The Safe System approach places requirements on the road safety management system. These requirements include:
The system will ultimately need to protect all road users, including those who act illegally, from death and serious injury. In the interim period the focus should be on protecting those who do not act illegally and those who could be killed or seriously injured by the illegal actions or errors of other road users.
As noted above, as well as road user behaviour, road- and vehicle-related safety factors play a substantial part in fatal injury crashes. Progressive movement towards a Safe System requires all key stakeholders to accept their responsibilities to provide for safe overall operation of the network. This is in addition to the responsibilities that individual road users bear. This concept of ‘shared responsibility’ is at the core of the shift in traditional thinking about road crash contributing factors that a Safe System requires.

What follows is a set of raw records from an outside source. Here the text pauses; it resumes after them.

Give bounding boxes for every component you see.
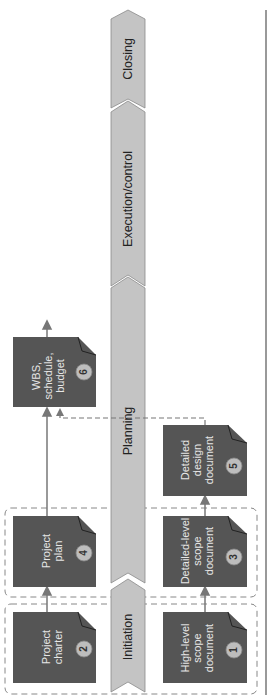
doc-project-plan-number: 4 xyxy=(77,546,91,560)
doc-project-plan-label: Project plan xyxy=(40,518,64,584)
doc-detailed-design-number: 5 xyxy=(227,459,241,473)
doc-wbs-label: WBS, schedule, budget xyxy=(30,343,66,409)
project-phases-diagram: Closing Execution/control Planning Initi… xyxy=(0,0,272,699)
doc-high-level-scope-number: 1 xyxy=(227,643,241,657)
doc-project-charter-number: 2 xyxy=(77,642,91,656)
doc-detailed-scope-number: 3 xyxy=(227,550,241,564)
doc-detailed-design-label: Detailed design document xyxy=(179,425,215,495)
doc-high-level-scope-label: High-level scope document xyxy=(179,613,215,683)
phase-label-execution: Execution/control xyxy=(121,149,135,249)
phase-label-initiation: Initiation xyxy=(121,607,135,667)
doc-detailed-scope-label: Detailed-level scope document xyxy=(179,509,215,593)
doc-project-charter-label: Project charter xyxy=(40,614,64,680)
phase-label-closing: Closing xyxy=(121,29,135,89)
doc-wbs-number: 6 xyxy=(77,365,91,379)
phase-label-planning: Planning xyxy=(121,401,135,461)
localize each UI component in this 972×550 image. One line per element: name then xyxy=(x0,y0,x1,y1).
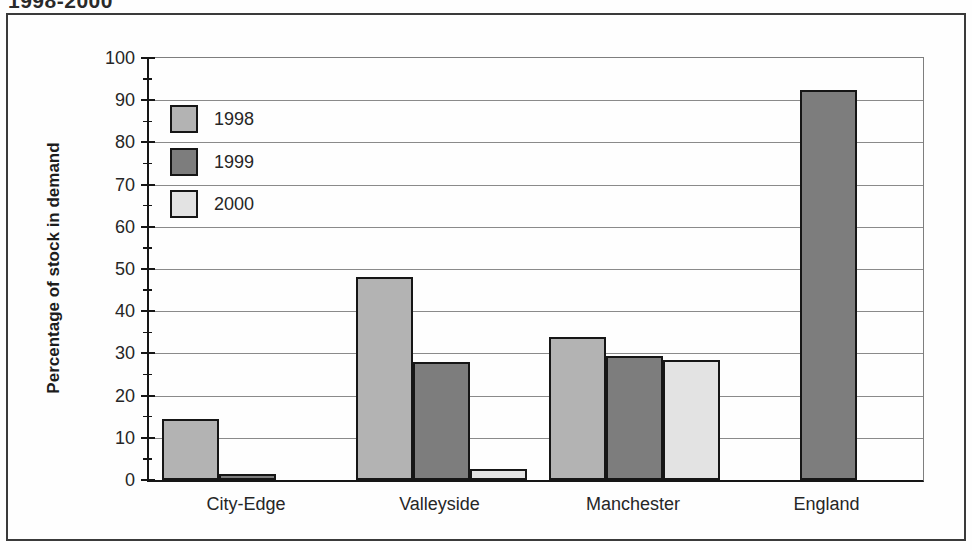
bar-city-edge-1998 xyxy=(162,419,219,480)
bar-valleyside-2000 xyxy=(470,469,527,480)
chart-frame: Percentage of stock in demand 1998199920… xyxy=(6,13,966,541)
y-minor-tick-85 xyxy=(143,121,152,123)
y-minor-tick-55 xyxy=(143,247,152,249)
y-minor-tick-65 xyxy=(143,205,152,207)
x-axis-label-england: England xyxy=(730,493,924,515)
y-major-tick-90 xyxy=(141,99,155,101)
y-major-tick-0 xyxy=(141,479,155,481)
y-major-tick-80 xyxy=(141,141,155,143)
y-major-tick-20 xyxy=(141,395,155,397)
y-major-tick-100 xyxy=(141,57,155,59)
legend-swatch-1999 xyxy=(170,148,198,176)
y-axis-label-60: 60 xyxy=(89,216,135,238)
x-axis-label-city-edge: City-Edge xyxy=(149,493,343,515)
y-axis-label-10: 10 xyxy=(89,427,135,449)
y-major-tick-10 xyxy=(141,437,155,439)
y-minor-tick-95 xyxy=(143,78,152,80)
bar-england-1999 xyxy=(800,90,857,480)
x-axis-label-manchester: Manchester xyxy=(536,493,730,515)
bar-valleyside-1998 xyxy=(356,277,413,480)
y-axis-label-40: 40 xyxy=(89,300,135,322)
y-axis-label-20: 20 xyxy=(89,385,135,407)
y-minor-tick-5 xyxy=(143,458,152,460)
y-major-tick-60 xyxy=(141,226,155,228)
y-minor-tick-15 xyxy=(143,416,152,418)
bar-manchester-2000 xyxy=(663,360,720,480)
legend-swatch-1998 xyxy=(170,105,198,133)
y-minor-tick-35 xyxy=(143,332,152,334)
legend-label-2000: 2000 xyxy=(214,192,254,216)
legend-label-1998: 1998 xyxy=(214,107,254,131)
legend-label-1999: 1999 xyxy=(214,150,254,174)
y-minor-tick-75 xyxy=(143,163,152,165)
y-major-tick-50 xyxy=(141,268,155,270)
x-axis-label-valleyside: Valleyside xyxy=(343,493,537,515)
bar-manchester-1998 xyxy=(549,337,606,480)
y-major-tick-30 xyxy=(141,352,155,354)
y-major-tick-70 xyxy=(141,184,155,186)
plot-area: 199819992000 xyxy=(147,57,924,482)
y-axis-label-100: 100 xyxy=(89,47,135,69)
y-major-tick-40 xyxy=(141,310,155,312)
scanned-page: 1998-2000 Percentage of stock in demand … xyxy=(0,0,972,550)
y-axis-label-90: 90 xyxy=(89,89,135,111)
y-axis-title: Percentage of stock in demand xyxy=(44,142,64,393)
cropped-page-title: 1998-2000 xyxy=(8,0,308,9)
y-axis-label-50: 50 xyxy=(89,258,135,280)
y-axis-label-70: 70 xyxy=(89,174,135,196)
y-minor-tick-25 xyxy=(143,374,152,376)
bar-valleyside-1999 xyxy=(413,362,470,480)
legend-swatch-2000 xyxy=(170,190,198,218)
y-axis-label-0: 0 xyxy=(89,469,135,491)
y-axis-label-80: 80 xyxy=(89,131,135,153)
bar-manchester-1999 xyxy=(606,356,663,480)
y-axis-label-30: 30 xyxy=(89,342,135,364)
bar-city-edge-1999 xyxy=(219,474,276,480)
y-minor-tick-45 xyxy=(143,289,152,291)
cropped-page-title-text: 1998-2000 xyxy=(8,0,308,9)
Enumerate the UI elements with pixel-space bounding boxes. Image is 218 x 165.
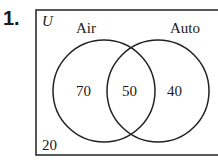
set-label-auto: Auto [170,20,200,36]
universe-label: U [42,13,54,29]
problem-number: 1. [3,7,20,29]
region-auto-only: 40 [167,83,182,99]
set-label-air: Air [76,20,96,36]
region-intersection: 50 [122,83,137,99]
region-outside: 20 [42,137,57,153]
venn-diagram-figure: 1. U Air Auto 70 50 40 20 [0,0,218,165]
region-air-only: 70 [76,83,91,99]
set-circle-air [53,40,155,142]
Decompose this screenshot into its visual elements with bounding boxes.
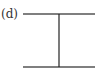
diagram-canvas <box>0 0 103 74</box>
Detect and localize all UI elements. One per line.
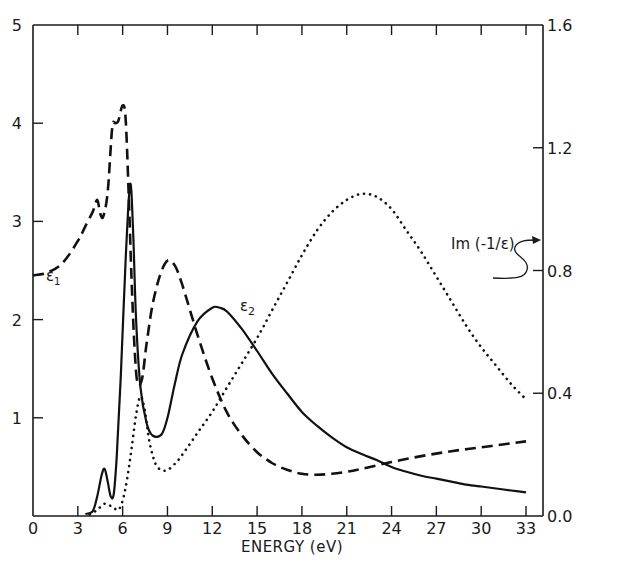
left-tick-label: 4: [12, 114, 22, 133]
right-tick-label: 1.6: [547, 16, 572, 35]
x-tick-label: 30: [471, 519, 491, 538]
dielectric-function-chart: 03691215182124273033 12345 0.00.40.81.21…: [0, 0, 630, 572]
x-axis-ticks: 03691215182124273033: [28, 506, 536, 538]
curve--1: [33, 105, 526, 475]
arrow-head-icon: [532, 236, 541, 244]
x-axis-title: ENERGY (eV): [241, 538, 343, 556]
epsilon1-label: ε1: [46, 267, 60, 287]
x-tick-label: 21: [337, 519, 357, 538]
x-tick-label: 27: [426, 519, 446, 538]
right-tick-label: 0.4: [547, 384, 572, 403]
right-tick-label: 1.2: [547, 139, 572, 158]
left-tick-label: 3: [12, 212, 22, 231]
x-tick-label: 24: [381, 519, 401, 538]
x-tick-label: 3: [73, 519, 83, 538]
right-tick-label: 0.8: [547, 262, 572, 281]
x-tick-label: 33: [516, 519, 536, 538]
curves: [33, 105, 526, 514]
x-tick-label: 6: [118, 519, 128, 538]
left-tick-label: 2: [12, 311, 22, 330]
left-tick-label: 1: [12, 409, 22, 428]
x-tick-label: 9: [162, 519, 172, 538]
plot-frame: [33, 25, 543, 516]
left-tick-label: 5: [12, 16, 22, 35]
x-tick-label: 0: [28, 519, 38, 538]
left-axis-ticks: 12345: [12, 16, 43, 428]
curve--2: [85, 184, 526, 514]
top-axis-ticks: [78, 25, 526, 35]
x-tick-label: 12: [202, 519, 222, 538]
x-tick-label: 18: [292, 519, 312, 538]
right-tick-label: 0.0: [547, 507, 572, 526]
right-axis-ticks: 0.00.40.81.21.6: [533, 16, 572, 526]
loss-function-label: Im (-1/ε): [451, 235, 515, 253]
epsilon2-label: ε2: [240, 297, 255, 318]
x-tick-label: 15: [247, 519, 267, 538]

The Safe System approach looks to infrastructure design, speed limits and vehicle safety features that individually (and together) minimise violent crash forces. It relies upon adequate education, legislation and enforcement efforts to gain high levels of road user compliance with road rules; effective licensing regimes to control the safety of drivers using the system (particularly novice drivers and riders); and the cancelation of licences when serious offences are committed. A good standard of emergency post-crash care is also needed.

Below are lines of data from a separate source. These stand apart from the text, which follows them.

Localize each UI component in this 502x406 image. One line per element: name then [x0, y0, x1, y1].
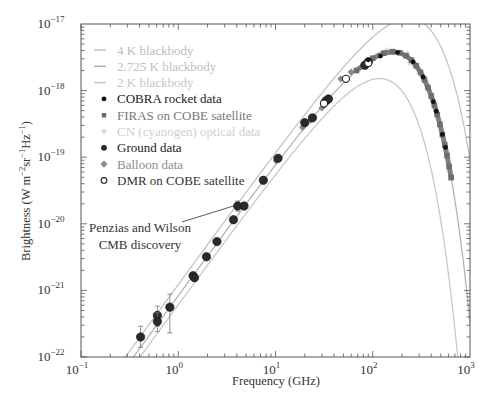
y-tick-label: 10−22 [37, 347, 64, 364]
data-point [443, 145, 448, 150]
data-point [366, 57, 371, 62]
legend-label: Balloon data [117, 157, 183, 172]
data-point [440, 132, 445, 137]
data-point [425, 85, 431, 91]
data-point [437, 122, 443, 128]
data-point [136, 333, 144, 341]
data-point [190, 274, 198, 282]
legend-item-2-725-k-blackbody: 2.725 K blackbody [94, 59, 217, 74]
x-tick-label: 103 [457, 360, 475, 377]
legend-marker [100, 161, 107, 168]
data-point [213, 237, 221, 245]
y-tick-label: 10−17 [37, 14, 65, 31]
data-point [240, 202, 248, 210]
plot-border [81, 24, 470, 357]
legend-item-cn-cyanogen-optical-data: CN (cyanogen) optical data [101, 124, 261, 139]
axes-frame: 10−110010110210310−1710−1810−1910−2010−2… [37, 14, 475, 377]
data-point [448, 175, 454, 181]
series-firas-on-cobe-satellite [354, 49, 454, 181]
legend-label: Ground data [117, 140, 182, 155]
legend-label: 2 K blackbody [117, 75, 194, 90]
legend-marker [101, 128, 108, 134]
data-point [421, 75, 426, 80]
data-point [308, 114, 316, 122]
data-point [202, 253, 210, 261]
annotation-line-1: Penzias and Wilson [89, 220, 191, 235]
legend-item-firas-on-cobe-satellite: FIRAS on COBE satellite [102, 108, 252, 123]
legend-item-cobra-rocket-data: COBRA rocket data [102, 91, 222, 106]
data-point [166, 303, 174, 311]
data-point [229, 216, 237, 224]
y-tick-label: 10−18 [37, 81, 65, 98]
legend-marker [101, 178, 107, 184]
data-point [274, 154, 282, 162]
data-point [418, 70, 424, 76]
legend-label: FIRAS on COBE satellite [117, 108, 252, 123]
data-point [342, 75, 349, 82]
cmb-spectrum-chart: 10−110010110210310−1710−1810−1910−2010−2… [0, 0, 502, 406]
legend-marker [102, 97, 107, 102]
data-point [403, 53, 409, 59]
x-axis-label: Frequency (GHz) [232, 374, 320, 388]
legend-label: 2.725 K blackbody [117, 59, 217, 74]
y-axis-label: Brightness (W m−2sr−1Hz−1) [17, 121, 33, 261]
legend-label: DMR on COBE satellite [117, 173, 245, 188]
data-point [411, 59, 416, 64]
data-point [320, 100, 327, 107]
data-point [395, 50, 400, 55]
data-point [444, 153, 450, 159]
data-point [429, 93, 435, 99]
x-tick-label: 10−1 [66, 360, 89, 377]
data-point [390, 49, 396, 55]
series-cobra-rocket-data [366, 50, 448, 150]
data-point [259, 176, 267, 184]
annotation-line-2: CMB discovery [99, 237, 182, 252]
legend-item-4-k-blackbody: 4 K blackbody [94, 43, 194, 58]
y-tick-label: 10−21 [37, 280, 64, 297]
data-point [434, 109, 439, 114]
x-tick-label: 102 [360, 360, 378, 377]
legend-marker [102, 113, 106, 117]
y-tick-label: 10−19 [37, 147, 65, 164]
legend-label: COBRA rocket data [117, 91, 222, 106]
x-tick-label: 100 [166, 360, 184, 377]
y-tick-label: 10−20 [37, 214, 65, 231]
legend-marker [101, 145, 106, 150]
data-point [354, 68, 360, 74]
legend-label: CN (cyanogen) optical data [117, 124, 261, 139]
legend-label: 4 K blackbody [117, 43, 194, 58]
data-point [301, 118, 309, 126]
legend: 4 K blackbody2.725 K blackbody2 K blackb… [94, 43, 261, 188]
data-point [431, 99, 436, 104]
data-point [378, 54, 383, 59]
legend-item-balloon-data: Balloon data [100, 157, 183, 172]
legend-item-ground-data: Ground data [101, 140, 181, 155]
data-point [153, 317, 161, 325]
data-point [446, 164, 452, 170]
legend-item-2-k-blackbody: 2 K blackbody [94, 75, 194, 90]
legend-item-dmr-on-cobe-satellite: DMR on COBE satellite [101, 173, 244, 188]
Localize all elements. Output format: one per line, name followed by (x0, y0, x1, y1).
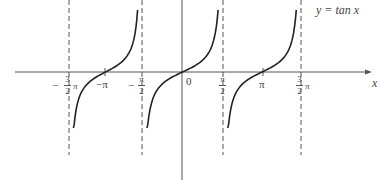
origin-label: 0 (186, 76, 192, 87)
x-axis-arrow-icon (365, 70, 372, 75)
tick-label-3-2-pi: 32 (296, 75, 303, 96)
tick-label-neg-3-2-pi-sym: π (73, 82, 78, 91)
tick-label-neg-pi-2: π2 (138, 75, 145, 96)
tick-label-neg-pi-2-minus: − (128, 80, 134, 91)
tick-label-3-2-pi-sym: π (305, 82, 310, 91)
tick-label-neg-3-2-pi: 32 (64, 75, 71, 96)
x-axis-label: x (372, 77, 377, 89)
tick-label-neg-3-2-pi-minus: − (52, 80, 58, 91)
tan-graph (0, 0, 388, 185)
tick-label-pi-2: π2 (219, 75, 226, 96)
tick-label-neg-pi: −π (96, 79, 108, 90)
tick-label-pi: π (259, 79, 265, 90)
branch-pi (228, 10, 297, 128)
curve-label: y = tan x (316, 4, 359, 16)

This fundamental shift away from a “blame the road user” focus, to an approach that compels system providers or designers to provide an intrinsically safe traffic environment, is recognised as the key to achieving ambitious road safety outcomes (OECD, 2016).
While individual road users are expected to be alert and to comply with all road rules, the ‘system providers’ — including the government and industry organisations that design, build, maintain and regulate roads and vehicles — have a primary responsibility to provide a safe operating environment for road users (See Box 4.1). This requires recognition of the many other system providers (beyond the road engineers and vehicle suppliers) who impact on use of the network and who also carry a major responsibility for supporting achievement of safer, survivable outcomes.
The studies noted in Crash Causes confirm the fundamental importance of those responsible for delivering safer roads and roadsides, safer travel speeds and safer vehicles, as well as safer behaviours. Road users should not have to operate in a system full of flawed designs that increase the probability of error. Sweden’s Vision Zero “envisages a chain of responsibility that both begins and ends with the system designers (i.e. providers)”. The responsibility chain (Tingvall, 2005) has three steps:
Many challenges are involved in monitoring ongoing performance of the responsibilities of system providers or system designers. They need to accept accountability for their outputs.
While the principle of shared responsibility has been naturally accepted in the road safety strategies of those countries who have adopted the Safe System approach, the necessary substantial (and often subtle) adjustment required to become accepted operating practice will take some time to achieve across agencies (including road authorities).
Road safety responsibilities also extend to the broader community. For example, health professionals have a role in helping their clients to manage their safety on the roads; and parents contribute significantly to the road safety education of their children — not only through their direct supervision of learner drivers, but also as role models through their own driving and road user behaviour. The Danish Road Safety Accident Investigation Board case study provides an example of shared responsibility.
Road Safety decisions should not be made in isolation but should be aligned with broader community values, such as economic; land use planning; human, occupational and environmental health; consumer goals; and mobility and accessibility as outlined in Scope of the Road Safety Problem. There is strong alignment between the Safe System and these goals. The following two case studies show how alignment of policies can be beneficial to safety.